Wilson Appeals to the People

Wilson, in deep trouble, took his cause to the people in a major speaking tour in early 1916, a warm-up for his reelection campaign that fall. Wilson seems to have won over the middle classes, but had little impact on the largely ethnic working classes and the deeply isolationist farmers. Congress still refused to budge, so Wilson replaced Garrison as Secretary of War with Newton Baker, the Democratic mayor of Cleveland and an outspoken opponent of preparedness. (Garrison's kept quiet, but felt Wilson was "a man of high ideals but no principles.")

Compromise reached

So a compromise was passed in May 1916, as the war raged on and Berlin was debating whether America was so weak it could be ignored. The army was to double in size to 11,300 officers and 208,000 men, with no reserves, and a National Guard that would be enlarged in five years to 440,000 men. Summer camps on the Plattsburg model were authorized for new officers, and the government was given $20 million to build a nitrate plant of its own. Preparedness supporters were downcast, the antiwar people were jubilant. America would now be too weak to go to war. Colonel Robert L. Bullard privately complained that "Both sides [Britain and Germany] treat us with scorn and contempt; our fool, smug conceit of superiority has been exploded in our faces and deservedly." The House gutted the naval plans as well, defeating a "big navy" plan by 189 to 183, and scuttling the battleships. The Battle of Jutland
Battle of Jutland
The Battle of Jutland was a naval battle between the British Royal Navy's Grand Fleet and the Imperial German Navy's High Seas Fleet during the First World War. The battle was fought on 31 May and 1 June 1916 in the North Sea near Jutland, Denmark. It was the largest naval battle and the only...

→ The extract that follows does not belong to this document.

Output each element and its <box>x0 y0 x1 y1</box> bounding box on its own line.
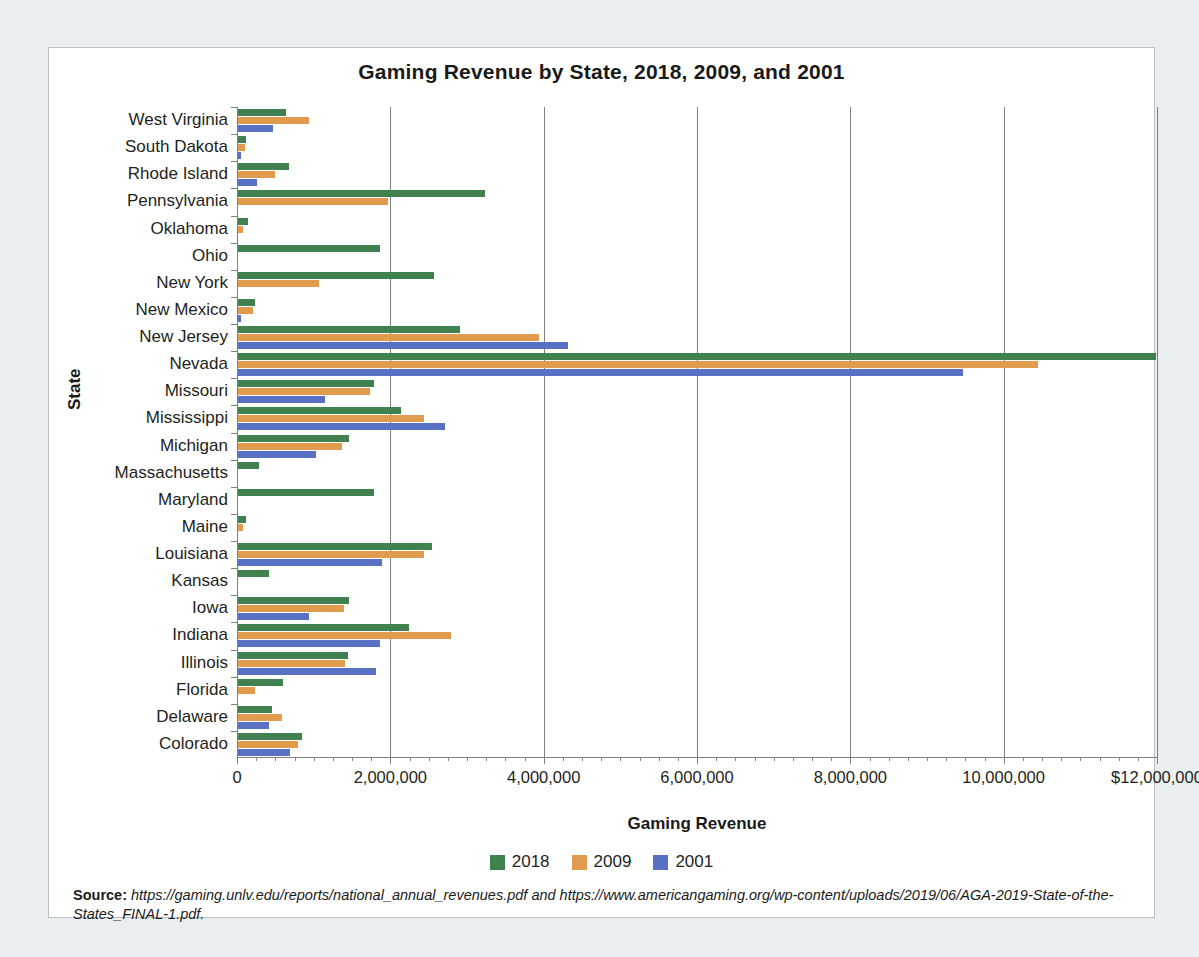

(May 31/June 1, 1916) saw the German fleet nearly sunk by the stronger British fleet. Only brilliant seamanship and luck allowed it to escape. Arguing this battle proved the validity of Mahanian doctrine, the navalists took control in the Senate, broke the House coalition, and authorized a rapid three-year buildup of all classes of warships. A new weapons system, naval aviation, received $3.5 million, and the government was authorized to build its own armor-plate factory. The very weakness of American military power encouraged Berlin to start its unrestricted submarine attacks in 1917. It knew this meant war with America, but it could discount the immediate risk because the US Army was negligible and the new warships would not be at sea until 1919 by which time the war would be over, with Germany victorious. The notion that armaments led to war was turned on its head: refusal to arm in 1916 led to war in 1917.

Further reading

  • Clifford, J. Garry. Citizen Soldiers: The Plattsburg Training Camp Movement, 1913-1920 (1972)
  • Finnegan, John P. Against the Specter of a Dragon: The Campaign for American Military Preparedness, 1914–1917. (1975).
  • Grubbs, Frank L. The Struggle for Labor Loyalty: Gompers, the A. F. of L., and the Pacifists, 1917-1920. 1968.
  • Link, Arthur S. Woodrow Wilson and the Progressive Era, 1910-1917 (1972) standard political history of the era; summarizes his 5-volume biography
  • O'Toole, Patricia. When Trumpets Call: Theodore Roosevelt after the White House. (2005). 494 pp.
  • Pearlman, Michael. To make democracy safe for America: patricians and preparedness in the Progressive Era (1984)
  • Portions of this article were ported from Citizendium: at http://en.citizendium.org/wiki/World_War_I%2C_American_Entry
The source of this article is wikipedia, the free encyclopedia.  The text of this article is licensed under the GFDL.